The means of production are socially-owned in a participatory economy. Capital or productive property has also been called the means of production. It includes our natural capital, such as land, resources, and minerals; produced capital, such as buildings and facilities, the machinery and equipment within them; and human capital, such as various individuals’ abilities. Our accumulated knowledge and technologies used for the production of goods and services are also included.

Bodies that encourage a participatory economy

Production and consumption are mainly organized in our current economy through privately owned corporations using top-down hierarchical decision-making. Instead, democratic worker councils and consumer councils, and their federations, exist in a participatory economy. Councils are bodies where individuals have equal rights and come together to discuss, decide and vote. The worker council is the highest decision-maker in the workforce. It is comparable to a shareholder meeting in our current economy, except that every worker in a works council has one vote in a participatory economy. The idea is that decisions within employee councils follow the self-management norm. Every employee has decision-making that is proportionate to the degree to which the outcome of a decision affects them (10).

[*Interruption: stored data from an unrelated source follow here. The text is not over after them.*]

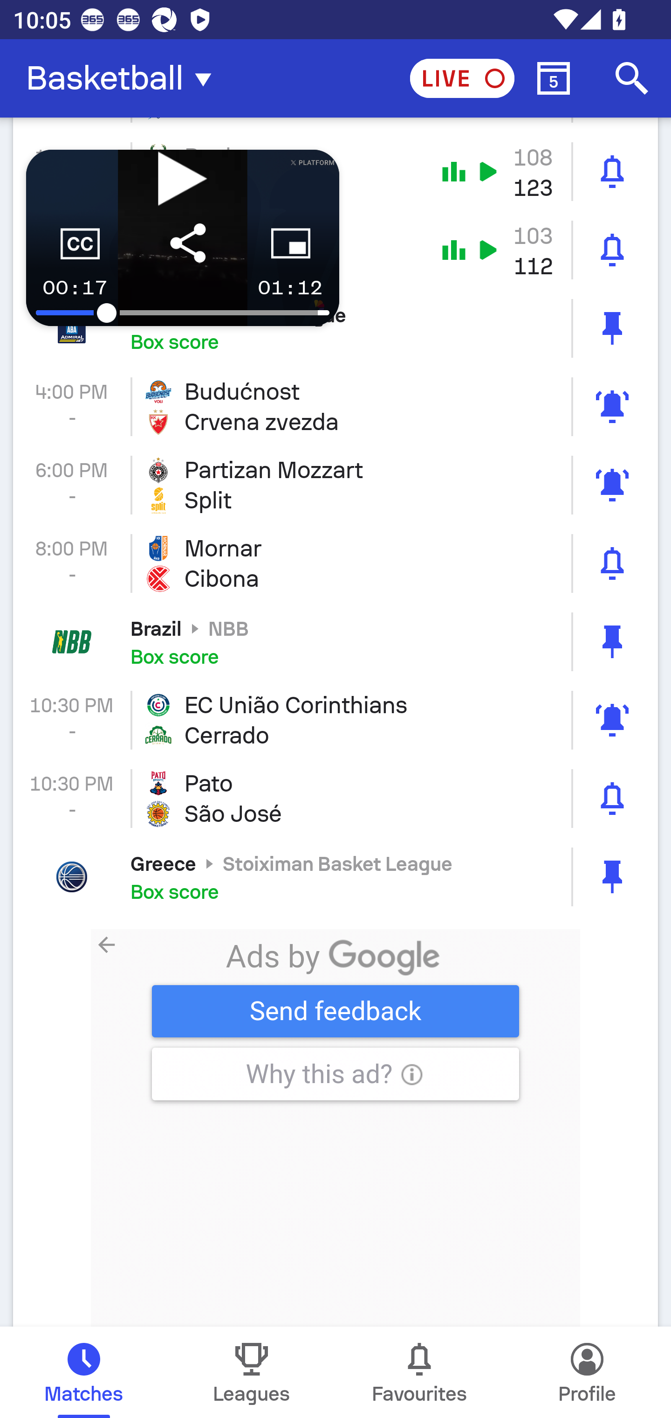  I want to click on 10:30 PM - Pato São José, so click(336, 798).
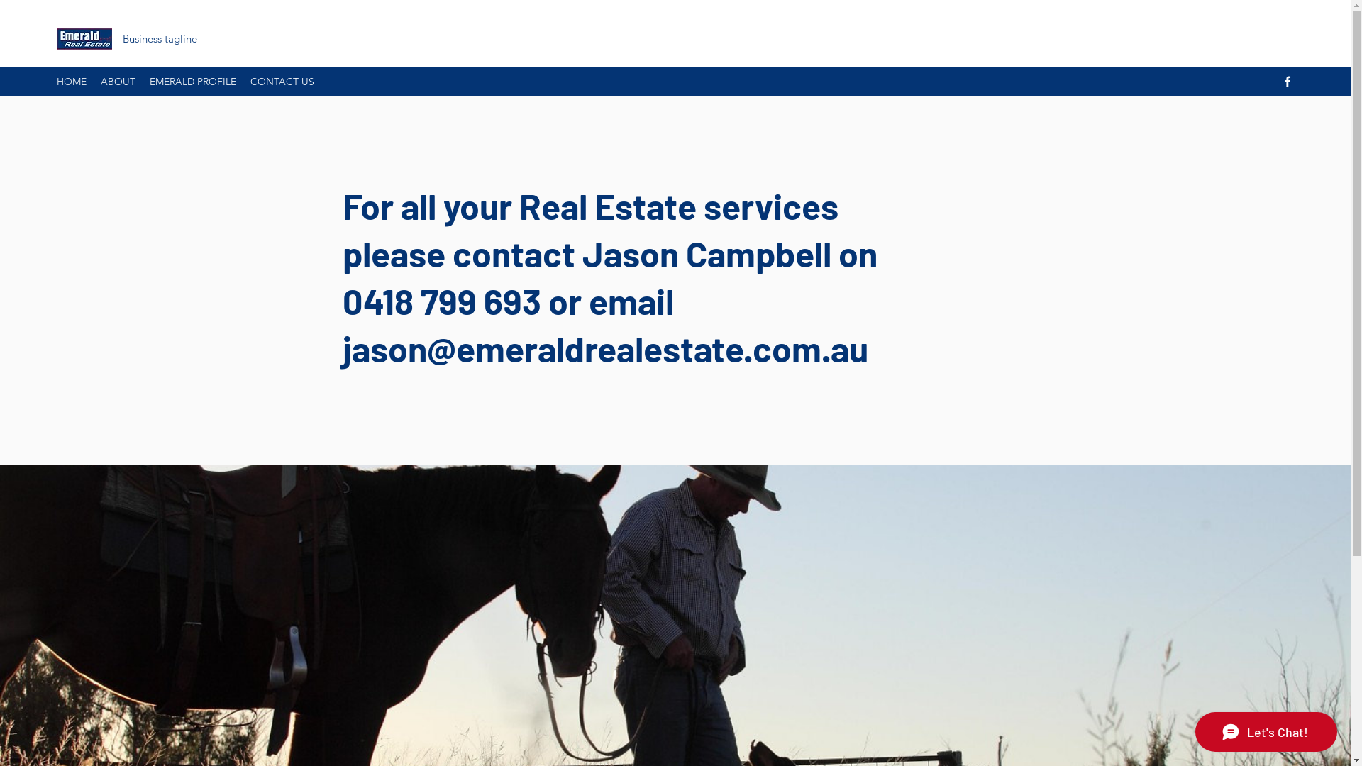 Image resolution: width=1362 pixels, height=766 pixels. What do you see at coordinates (282, 82) in the screenshot?
I see `CONTACT US` at bounding box center [282, 82].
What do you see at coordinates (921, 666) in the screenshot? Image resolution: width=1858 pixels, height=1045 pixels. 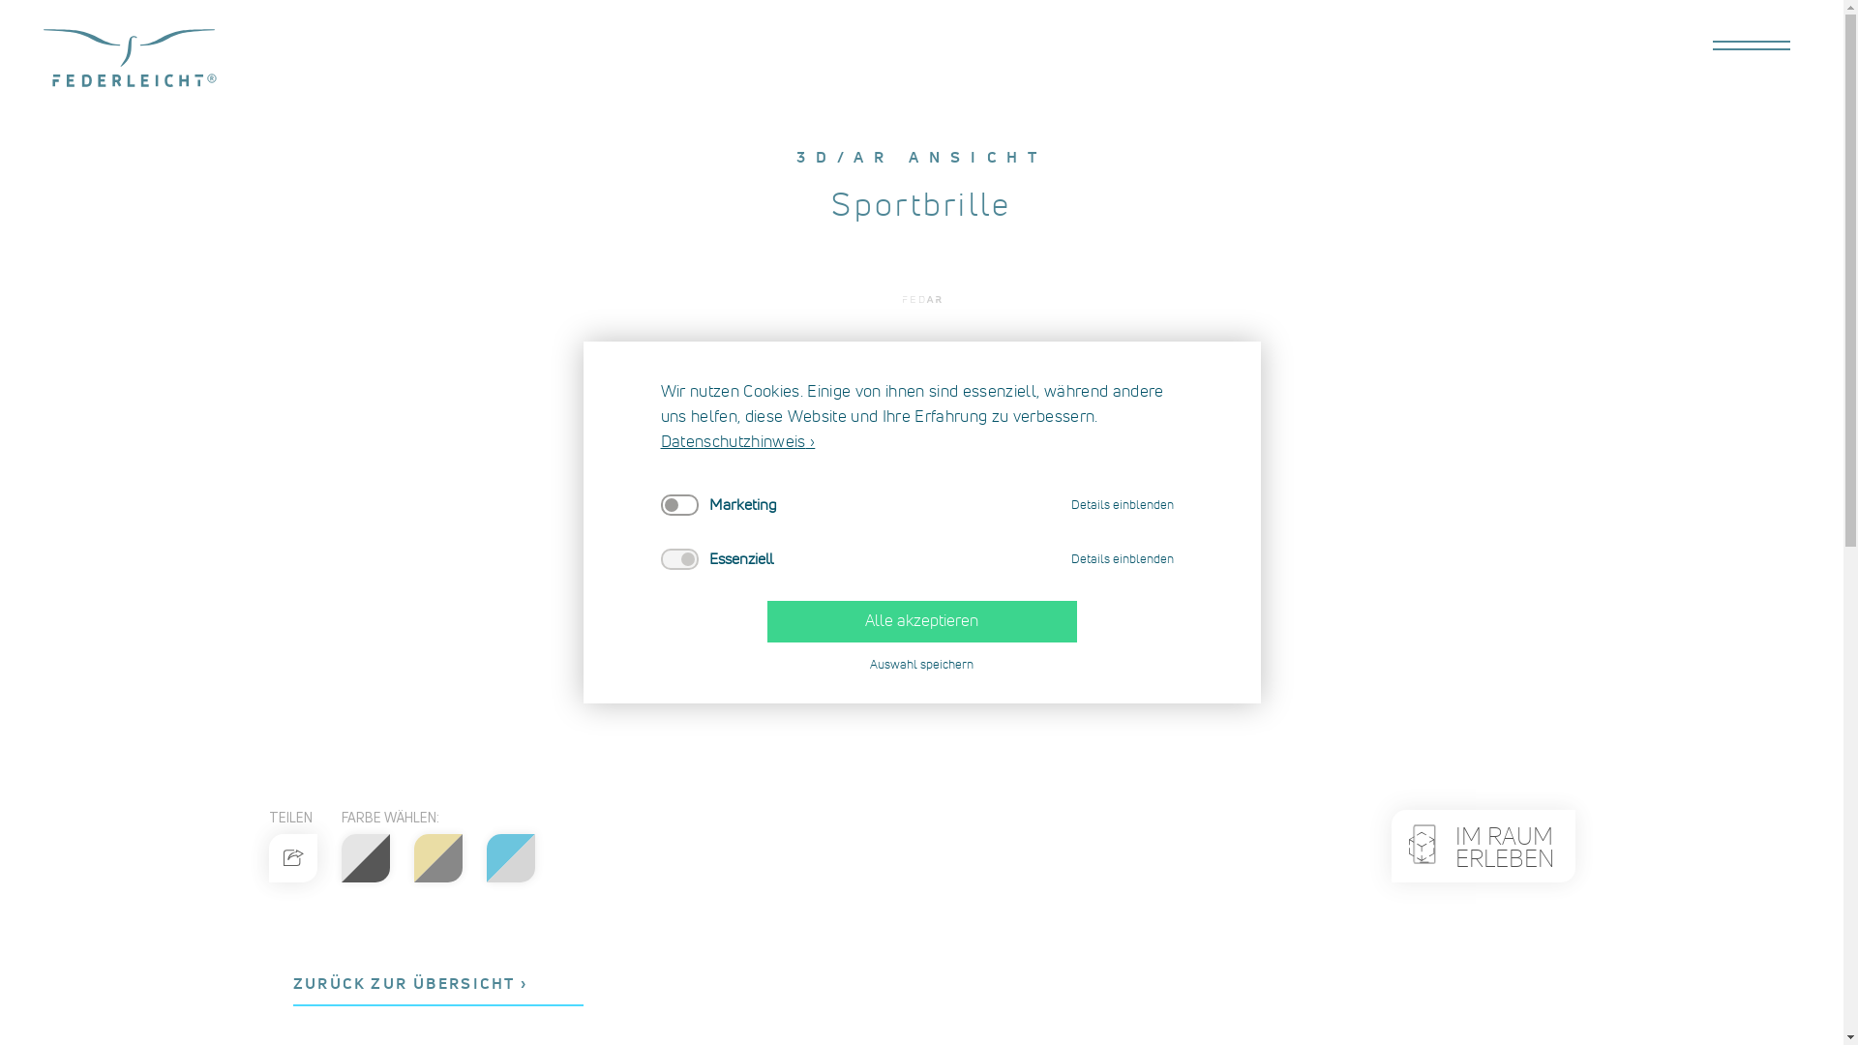 I see `Auswahl speichern` at bounding box center [921, 666].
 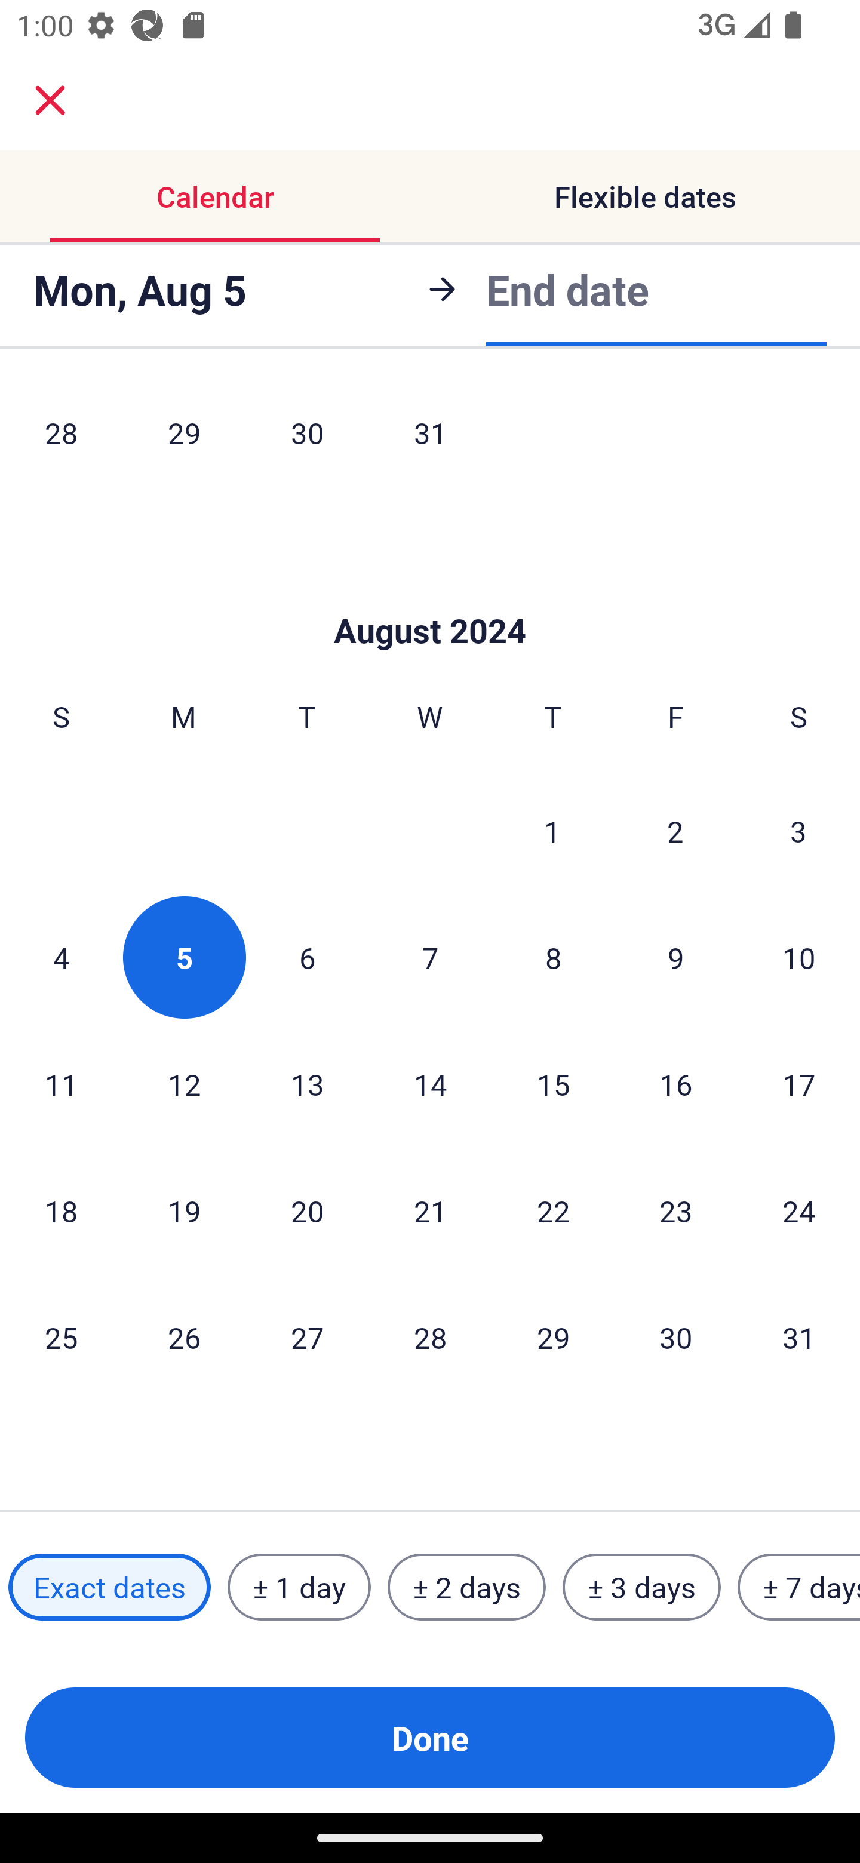 I want to click on close., so click(x=50, y=101).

Each worker and consumer council will elect representatives to higher council layers, called council federations. Worker councils are federated across industries, and consumer councils geographically federate at the local, city, regional and national levels. Council nesting is necessary because different decisions have a different impact on different sections of the population. Representatives discuss and vote at the national level on the planning and construction of public goods at the national level, including national parks, education, or healthcare.

Balancing work and effort

There are job opportunities in any economic system that identify the tasks workers perform. Most jobs involve relatively disempowering and undesirable tasks in centralized economies, such as capitalism or centrally planned socialism. The minority of jobs entail mostly empowering and desirable tasks. Tasks that largely consist of repetitive or mundane labor include disempowering work. Work empowerment involves tasks consisting of professional, intellectual, managerial, or technical labor. Workers receive benefits in the form of consumption rights for goods and services in return for performing work. Every worker is allocated a slice or share of the social product called income to think of what the economy produces as one big pie. It is crucial for an economy to have a criterion for income distribution, not only to ensure that it is fairly distributed but also for practical reasons. For the allocation system described in participatory planning, quantitative information is necessary to function at all, not least to be efficient (11).

According to their effort or personal sacrifice, a Participatory Economic will also aim to compensate workers for socially beneficial labor performance.

There are workers and consumer councils in Participatory Economics, where decision-making participants say how much they are affected. Productive capital and resources are owned by everyone in society, with an equal stake in everyone and how capital and resources are used. For the following year, workers and consumer councils, and federations make, revise, and approve self-activity proposals through a democratic planning process designed to produce an efficient, fair, and environmentally sustainable plan. Work is distributed as balanced jobs in which employees specialize in sharing work that nobody wants to do (12).